Google Awards $250K for Linux Kernel Vulnerability Allowing Guest VM Escape via KVM
Tags Security · Infrastructure · Enterprise · OSS
Google's Vulnerability Reward Program paid $250,000 for a Linux kernel vulnerability (CVE-2026-XXXX) in the KVM subsystem that allows a malicious guest VM to escape to the host kernel. The flaw resides in the memory management unit (MMU) notifier handling during page fault processing, where improper reference counting enables a use-after-free condition. The researcher demonstrated a proof-of-concept achieving host kernel code execution from an unprivileged guest. The patch has been merged upstream and backported to stable kernels 6.1.x, 6.6.x, and 6.12.x.
Technical significance
This is the highest VRP payout for a Linux kernel bug to date, reflecting the severity of guest-to-host escape in multi-tenant cloud environments.
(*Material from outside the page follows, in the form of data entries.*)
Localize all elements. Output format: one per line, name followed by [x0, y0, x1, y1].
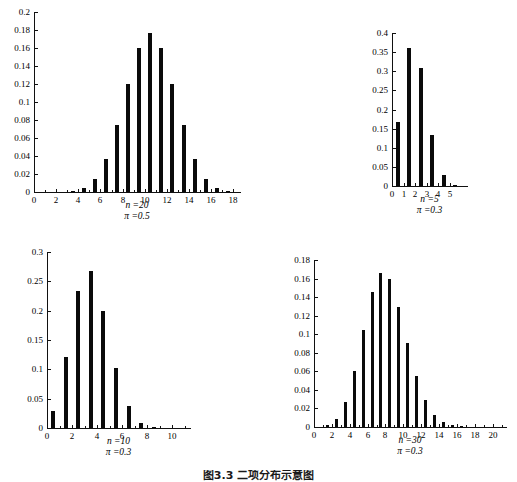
bar [152, 427, 156, 428]
x-axis-minor-tick [502, 425, 503, 428]
x-axis-tick [122, 425, 123, 429]
bar [396, 122, 400, 186]
bar [51, 411, 55, 428]
y-axis-tick-label: 0.4 [360, 29, 388, 38]
bar [71, 191, 75, 192]
bar [204, 179, 208, 192]
bar [424, 400, 427, 427]
x-axis-minor-tick [448, 425, 449, 428]
x-axis-minor-tick [67, 190, 68, 193]
x-axis-tick [392, 183, 393, 187]
x-axis-minor-tick [160, 426, 161, 429]
y-axis-tick-label: 0.06 [258, 367, 310, 376]
x-axis-minor-tick [466, 425, 467, 428]
y-axis-tick [314, 260, 318, 261]
x-axis-minor-tick [185, 426, 186, 429]
bar [419, 68, 423, 186]
bar [460, 426, 463, 427]
y-axis-tick-label: 0.02 [258, 404, 310, 413]
plot-area: 00.050.10.150.20.250.30246810 [18, 242, 218, 467]
bar [64, 357, 68, 428]
y-axis-tick [314, 316, 318, 317]
figure-caption: 图3.3 二项分布示意图 [0, 470, 517, 482]
x-axis-tick [145, 189, 146, 193]
x-axis-tick [147, 425, 148, 429]
y-axis-tick-label: 0.2 [18, 307, 43, 316]
y-axis-tick-label: 0.3 [18, 248, 43, 257]
x-axis-tick [350, 424, 351, 428]
x-axis-tick [403, 424, 404, 428]
y-axis-tick-label: 0.12 [6, 80, 30, 89]
bar [159, 48, 163, 192]
bar [137, 48, 141, 192]
bar [407, 48, 411, 186]
x-axis-tick [493, 424, 494, 428]
y-axis-tick-label: 0.15 [18, 336, 43, 345]
y-axis-tick [314, 390, 318, 391]
panel-caption-line: π =0.3 [314, 446, 506, 457]
bar [430, 135, 434, 186]
x-axis-minor-tick [430, 425, 431, 428]
x-axis-minor-tick [178, 190, 179, 193]
y-axis-tick-label: 0.02 [6, 170, 30, 179]
bar [451, 425, 454, 427]
y-axis-tick-label: 0.2 [360, 106, 388, 115]
y-axis-tick-label: 0.04 [6, 152, 30, 161]
y-axis-tick [47, 311, 51, 312]
x-axis-minor-tick [135, 426, 136, 429]
x-axis-tick [439, 424, 440, 428]
x-axis-tick [404, 183, 405, 187]
bar [170, 84, 174, 192]
x-axis-minor-tick [45, 190, 46, 193]
y-axis-tick-label: 0 [360, 182, 388, 191]
chart-panel-n10-p03: 00.050.10.150.20.250.30246810 n =10π =0.… [18, 242, 218, 467]
y-axis-tick [34, 66, 38, 67]
bar [371, 292, 374, 427]
x-axis-minor-tick [112, 190, 113, 193]
y-axis-tick-label: 0.16 [258, 275, 310, 284]
bar [114, 368, 118, 428]
bar [126, 84, 130, 192]
x-axis-tick [475, 424, 476, 428]
x-axis-minor-tick [85, 426, 86, 429]
x-axis-line [34, 192, 241, 193]
y-axis-tick [47, 340, 51, 341]
y-axis-tick-label: 0.25 [18, 277, 43, 286]
y-axis-tick-label: 0.14 [258, 293, 310, 302]
y-axis-tick [314, 279, 318, 280]
y-axis-tick-label: 0.04 [258, 386, 310, 395]
x-axis-tick [332, 424, 333, 428]
bar [433, 415, 436, 427]
y-axis-line [314, 260, 315, 428]
bar [93, 179, 97, 192]
y-axis-tick-label: 0.3 [360, 67, 388, 76]
y-axis-tick [34, 48, 38, 49]
bar [415, 376, 418, 427]
y-axis-tick-label: 0.1 [258, 330, 310, 339]
x-axis-minor-tick [359, 425, 360, 428]
bar [76, 291, 80, 428]
x-axis-minor-tick [222, 190, 223, 193]
y-axis-tick [392, 33, 396, 34]
panel-caption-line: n =10 [47, 436, 190, 447]
bar [82, 188, 86, 192]
y-axis-tick-label: 0.2 [6, 8, 30, 17]
y-axis-tick-label: 0.12 [258, 312, 310, 321]
x-axis-tick [421, 424, 422, 428]
panel-caption: n =20π =0.5 [34, 200, 240, 222]
panel-caption-line: π =0.5 [34, 211, 240, 222]
y-axis-tick [314, 353, 318, 354]
y-axis-tick [314, 371, 318, 372]
x-axis-minor-tick [134, 190, 135, 193]
bar [453, 185, 457, 186]
y-axis-tick [34, 84, 38, 85]
y-axis-tick [314, 408, 318, 409]
panel-caption-line: π =0.3 [47, 447, 190, 458]
y-axis-tick-label: 0.1 [18, 365, 43, 374]
y-axis-tick-label: 0.1 [6, 98, 30, 107]
y-axis-tick [34, 30, 38, 31]
y-axis-tick [314, 297, 318, 298]
chart-panel-n30-p03: 00.020.040.060.080.10.120.140.160.180246… [258, 252, 514, 467]
x-axis-minor-tick [484, 425, 485, 428]
y-axis-tick-label: 0.1 [360, 144, 388, 153]
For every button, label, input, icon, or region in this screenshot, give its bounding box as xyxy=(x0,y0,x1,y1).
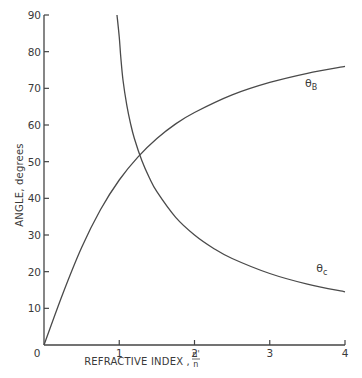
series-labels: θBθc xyxy=(305,77,327,277)
x-axis-label-numerator: n' xyxy=(192,350,200,359)
series-curve-theta-c xyxy=(117,15,345,292)
x-axis: 01234 xyxy=(34,340,349,359)
y-tick-label: 10 xyxy=(28,302,41,314)
y-axis: 102030405060708090 xyxy=(28,9,49,345)
y-tick-label: 50 xyxy=(28,156,41,168)
y-tick-label: 80 xyxy=(28,46,41,58)
series-label-theta-b: θB xyxy=(305,77,317,92)
y-tick-label: 70 xyxy=(28,82,41,94)
y-tick-label: 30 xyxy=(28,229,41,241)
y-axis-label: ANGLE, degrees xyxy=(14,143,25,226)
x-tick-label: 0 xyxy=(34,347,41,359)
y-tick-label: 20 xyxy=(28,266,41,278)
x-tick-label: 3 xyxy=(266,347,273,359)
x-axis-label-text: REFRACTIVE INDEX , xyxy=(84,356,190,367)
refractive-index-angle-chart: 102030405060708090 01234 θBθc ANGLE, deg… xyxy=(0,0,362,378)
curves xyxy=(44,15,345,345)
y-tick-label: 40 xyxy=(28,192,41,204)
series-curve-theta-b xyxy=(44,66,345,345)
series-label-theta-c: θc xyxy=(316,262,327,277)
y-tick-label: 60 xyxy=(28,119,41,131)
x-tick-label: 4 xyxy=(342,347,349,359)
x-axis-label: REFRACTIVE INDEX , n' n xyxy=(84,350,200,369)
y-tick-label: 90 xyxy=(28,9,41,21)
x-axis-label-denominator: n xyxy=(193,360,198,369)
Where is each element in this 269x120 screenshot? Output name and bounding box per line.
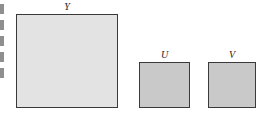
- u-plane-label: U: [139, 50, 190, 60]
- v-plane-label: V: [208, 50, 256, 60]
- cropped-edge-text: [0, 4, 6, 78]
- edge-glyph: [0, 20, 4, 30]
- edge-glyph: [0, 4, 4, 14]
- u-plane: [139, 62, 190, 108]
- edge-glyph: [0, 36, 4, 46]
- y-plane: [16, 14, 118, 108]
- edge-glyph: [0, 68, 4, 78]
- edge-glyph: [0, 52, 4, 62]
- v-plane: [208, 62, 256, 108]
- y-plane-label: Y: [16, 2, 118, 12]
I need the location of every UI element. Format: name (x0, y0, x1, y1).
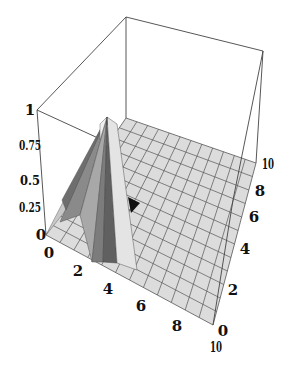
z-tick: 0.75 (19, 138, 41, 153)
y-tick: 0 (218, 322, 228, 340)
y-tick: 10 (262, 155, 274, 173)
z-tick: 0 (36, 226, 46, 244)
z-tick: 0.25 (19, 200, 41, 215)
surface-floor (46, 118, 256, 325)
x-tick: 8 (172, 317, 182, 335)
z-tick: 0.5 (20, 173, 40, 188)
x-tick: 2 (73, 262, 83, 280)
surface-plot: 1 0.75 0.5 0.25 0 0 2 4 6 8 10 0 2 4 6 8… (0, 0, 284, 367)
y-tick: 2 (228, 281, 238, 299)
x-tick: 0 (44, 244, 54, 262)
z-axis-ticks: 1 0.75 0.5 0.25 0 (19, 101, 46, 244)
x-tick: 6 (136, 297, 146, 315)
x-tick: 10 (210, 338, 222, 356)
y-tick: 8 (255, 182, 265, 200)
x-tick: 4 (103, 280, 113, 298)
y-tick: 4 (240, 240, 250, 258)
y-tick: 6 (249, 208, 259, 226)
z-tick: 1 (25, 101, 35, 119)
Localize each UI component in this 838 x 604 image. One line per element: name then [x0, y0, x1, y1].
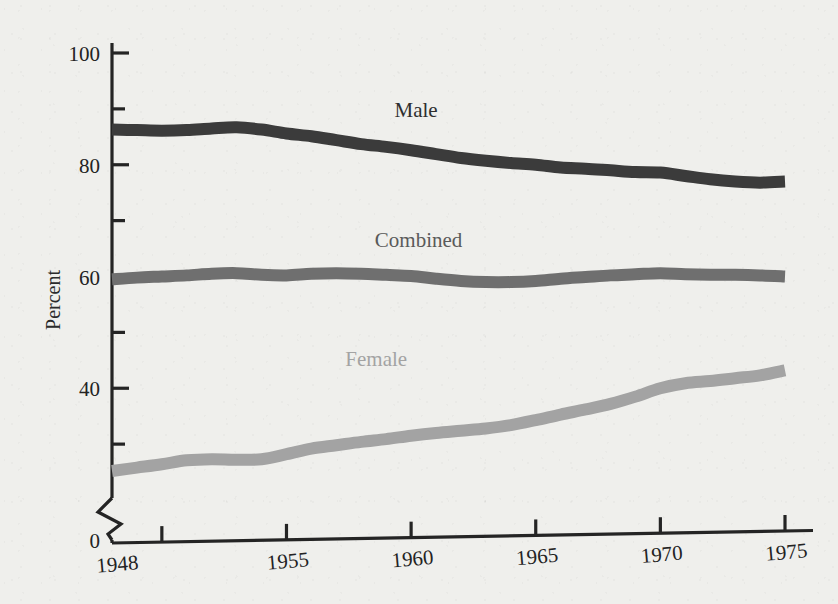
- line-chart: 0406080100Percent19551960196519701975194…: [0, 0, 838, 604]
- y-axis-tick-label: 0: [90, 529, 101, 553]
- series-line-male: [112, 127, 785, 182]
- x-axis-tick-label: 1960: [391, 545, 435, 573]
- y-axis-tick-label: 80: [79, 154, 100, 178]
- series-label-male: Male: [395, 98, 438, 122]
- x-axis-line: [112, 531, 813, 543]
- x-axis-tick-label: 1975: [764, 538, 808, 566]
- series-label-female: Female: [345, 347, 407, 371]
- y-axis-break-zigzag: [98, 498, 121, 540]
- x-axis-origin-label: 1948: [95, 550, 139, 578]
- chart-canvas: 0406080100Percent19551960196519701975194…: [0, 0, 838, 604]
- series-line-female: [112, 370, 785, 471]
- series-label-combined: Combined: [375, 228, 463, 252]
- x-axis-tick-label: 1955: [266, 547, 310, 575]
- series-line-combined: [112, 273, 785, 282]
- y-axis-tick-label: 40: [79, 377, 100, 401]
- axes-layer: 0406080100Percent19551960196519701975194…: [42, 42, 813, 578]
- y-axis-tick-label: 100: [69, 42, 101, 66]
- series-layer: [112, 127, 785, 471]
- y-axis-title: Percent: [42, 270, 64, 330]
- y-axis-tick-label: 60: [79, 266, 100, 290]
- x-axis-tick-label: 1965: [515, 543, 559, 571]
- x-axis-tick-label: 1970: [640, 540, 684, 568]
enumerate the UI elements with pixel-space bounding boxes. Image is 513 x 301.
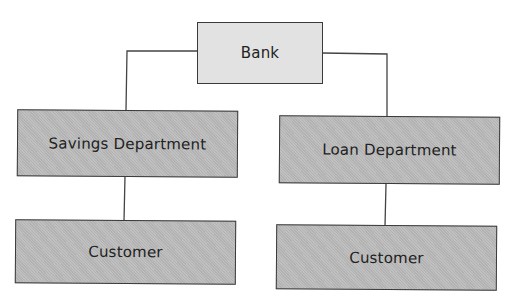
edge-loan-customer xyxy=(385,184,386,226)
edge-bank-loan xyxy=(322,53,387,117)
edge-savings-customer xyxy=(124,176,125,221)
node-savings-department: Savings Department xyxy=(17,109,238,178)
node-loan-customer: Customer xyxy=(276,224,497,291)
node-savings-customer-label: Customer xyxy=(88,243,163,262)
node-bank-label: Bank xyxy=(241,44,279,62)
edge-bank-savings xyxy=(126,51,197,110)
node-savings-customer: Customer xyxy=(15,219,236,285)
bank-org-diagram: Bank Savings Department Loan Department … xyxy=(0,0,513,301)
node-bank: Bank xyxy=(197,22,323,84)
node-loan-department-label: Loan Department xyxy=(322,141,457,160)
node-loan-department: Loan Department xyxy=(279,115,500,185)
node-loan-customer-label: Customer xyxy=(349,248,424,267)
node-savings-department-label: Savings Department xyxy=(49,134,207,153)
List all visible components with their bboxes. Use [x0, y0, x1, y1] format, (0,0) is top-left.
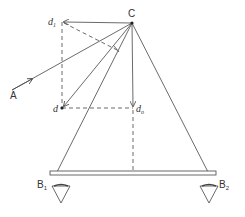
ray-a-arrow	[12, 79, 32, 90]
ray-c-to-d	[64, 23, 132, 106]
label-c: C	[128, 8, 135, 19]
label-b2: B2	[219, 179, 230, 191]
point-d	[60, 106, 63, 109]
ray-c-to-b2	[132, 23, 208, 172]
label-a: A	[10, 90, 17, 101]
ray-c-to-d0	[132, 23, 133, 106]
ray-c-to-b1	[57, 23, 132, 172]
eye-b2-icon	[200, 186, 218, 203]
label-d: d	[53, 103, 59, 114]
eye-b1-icon	[52, 186, 70, 203]
label-d0: do	[136, 103, 144, 115]
plate	[50, 171, 216, 175]
point-c	[130, 21, 133, 24]
ray-c-to-d1	[64, 22, 132, 23]
label-b1: B1	[37, 179, 48, 191]
label-d1: d1	[48, 16, 56, 28]
construction-lines	[62, 22, 133, 172]
optics-diagram: C A d d1 do B1 B2	[0, 0, 245, 217]
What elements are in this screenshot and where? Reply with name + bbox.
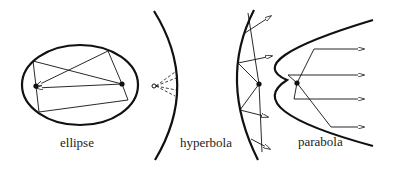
ellipse-rays	[33, 51, 128, 112]
parabola-rays	[288, 49, 364, 127]
ellipse-focus-right	[119, 81, 124, 86]
ellipse-figure: ellipse	[22, 45, 138, 150]
parabola-figure: parabola	[275, 20, 373, 149]
ellipse-focus-left	[33, 83, 38, 88]
hyperbola-focus	[256, 81, 261, 86]
hyperbola-figure: hyperbola	[152, 10, 272, 160]
ellipse-label: ellipse	[60, 135, 94, 150]
parabola-label: parabola	[298, 134, 343, 149]
hyperbola-right-branch	[237, 10, 258, 160]
hyperbola-label: hyperbola	[180, 135, 232, 150]
parabola-focus	[294, 80, 299, 85]
conic-reflection-diagram: ellipse hyperbola	[0, 0, 394, 171]
hyperbola-virtual-focus	[152, 84, 156, 88]
hyperbola-dashed-rays	[156, 72, 176, 96]
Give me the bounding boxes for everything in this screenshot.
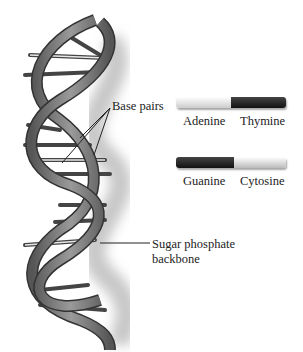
label-cytosine: Cytosine [240,174,284,188]
guanine-cytosine-bar [176,157,286,168]
label-base-pairs: Base pairs [112,99,164,113]
dna-helix-illustration [0,0,180,352]
guanine-segment [176,157,234,168]
label-thymine: Thymine [240,114,285,128]
adenine-thymine-bar [176,97,286,108]
label-adenine: Adenine [183,114,225,128]
adenine-segment [176,97,231,108]
cytosine-segment [234,157,286,168]
label-guanine: Guanine [183,174,225,188]
label-backbone: backbone [152,252,200,266]
thymine-segment [231,97,286,108]
label-sugar-phosphate: Sugar phosphate [152,237,235,251]
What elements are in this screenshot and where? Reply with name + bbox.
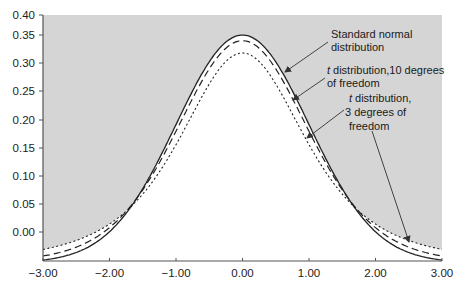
- y-tick-label: 0.30: [13, 57, 35, 69]
- y-tick-label: 0.00: [13, 226, 35, 238]
- x-tick-label: 3.00: [431, 267, 453, 279]
- y-tick-label: 0.10: [13, 170, 35, 182]
- x-tick-label: −1.00: [161, 267, 190, 279]
- y-tick-label: 0.05: [13, 198, 35, 210]
- x-tick-label: −2.00: [95, 267, 124, 279]
- x-tick-label: 2.00: [364, 267, 386, 279]
- y-tick-label: 0.35: [13, 29, 35, 41]
- x-tick-label: −3.00: [28, 267, 57, 279]
- y-axis-ticks: 0.400.350.300.250.200.150.100.050.00: [13, 9, 43, 238]
- distribution-chart: 0.400.350.300.250.200.150.100.050.00 −3.…: [0, 0, 459, 294]
- x-tick-label: 0.00: [231, 267, 253, 279]
- y-tick-label: 0.25: [13, 85, 35, 97]
- x-tick-label: 1.00: [298, 267, 320, 279]
- y-tick-label: 0.40: [13, 9, 35, 21]
- y-tick-label: 0.15: [13, 142, 35, 154]
- y-tick-label: 0.20: [13, 114, 35, 126]
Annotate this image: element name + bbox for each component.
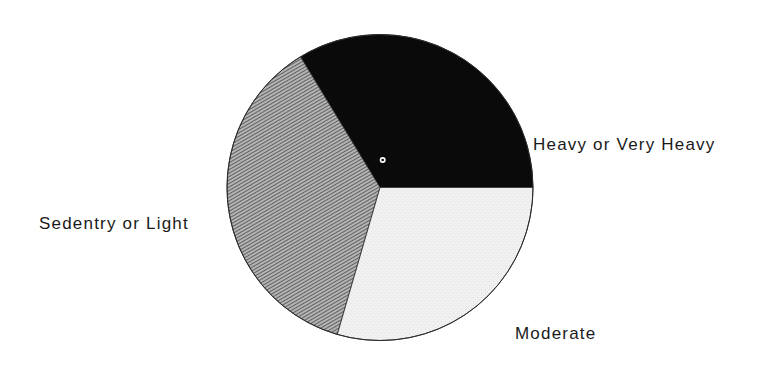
pie-chart bbox=[0, 0, 782, 366]
pie-slices bbox=[227, 35, 533, 341]
center-marker-icon bbox=[380, 157, 386, 163]
slice-label-moderate: Moderate bbox=[515, 325, 596, 342]
slice-label-sedentary: Sedentry or Light bbox=[39, 215, 189, 232]
slice-label-heavy: Heavy or Very Heavy bbox=[533, 136, 715, 153]
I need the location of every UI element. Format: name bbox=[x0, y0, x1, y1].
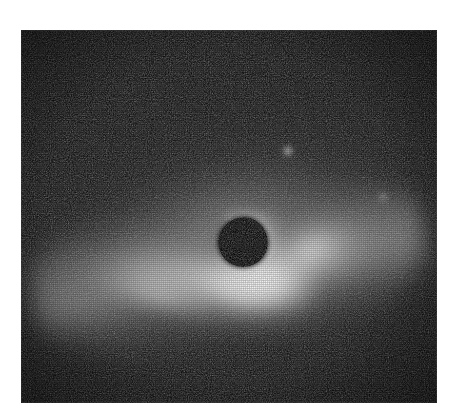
sky-background bbox=[21, 30, 437, 403]
field-star-1 bbox=[281, 144, 295, 158]
astronomical-image-panel bbox=[21, 30, 437, 403]
figure-page bbox=[0, 0, 457, 420]
field-star-2 bbox=[377, 191, 389, 203]
figure-caption bbox=[0, 0, 1, 1]
occulting-spot bbox=[218, 217, 268, 267]
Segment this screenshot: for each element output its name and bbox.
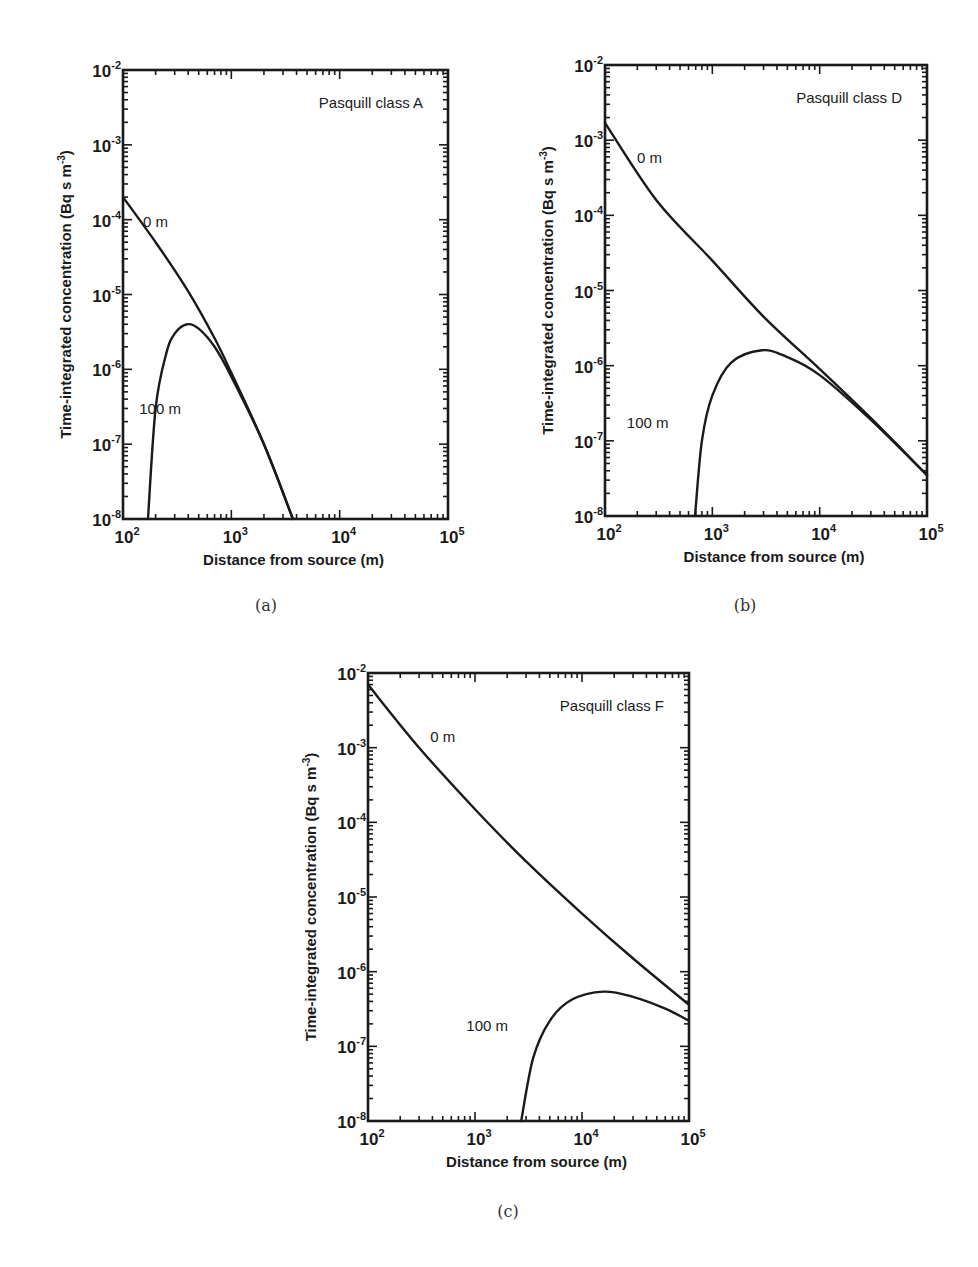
x-axis-title: Distance from source (m) [446, 1153, 627, 1170]
axis-ticks [368, 673, 689, 1121]
series-line-100m [521, 992, 689, 1121]
y-axis-title: Time-integrated concentration (Bq s m-3) [301, 753, 319, 1042]
series-label: 100 m [466, 1017, 508, 1034]
x-tick-label: 105 [680, 1127, 705, 1149]
y-tick-label: 10-8 [337, 1110, 366, 1132]
caption-b: (b) [734, 596, 757, 615]
series-label: 0 m [430, 728, 455, 745]
x-tick-label: 103 [466, 1127, 491, 1149]
y-tick-label: 10-2 [337, 662, 366, 684]
panel-title: Pasquill class F [560, 697, 664, 714]
x-tick-label: 102 [359, 1127, 384, 1149]
caption-a: (a) [255, 596, 277, 615]
y-tick-label: 10-7 [337, 1035, 366, 1057]
y-tick-label: 10-6 [337, 961, 366, 983]
y-tick-label: 10-3 [337, 737, 366, 759]
y-tick-label: 10-4 [337, 811, 367, 833]
caption-c: (c) [497, 1202, 518, 1221]
plot-frame [368, 673, 689, 1121]
y-tick-label: 10-5 [337, 886, 366, 908]
chart-svg: 10210310410510-810-710-610-510-410-310-2… [0, 0, 978, 1267]
series-line-0m [368, 685, 689, 1005]
x-tick-label: 104 [573, 1127, 599, 1149]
The vulnerability affects all KVM-based hypervisors (Google Cloud, AWS Nitro, Azure, on-prem OpenStack) and requires only an unprivileged guest. Cloud providers must patch host kernels urgently; the backport to three stable branches indicates widespread exposure. For security teams, this underscores that virtualization boundary bugs remain a critical attack surface — hardware isolation (SEV-SNP, TDX) mitigates but does not eliminate the risk when the VMM itself is compromised.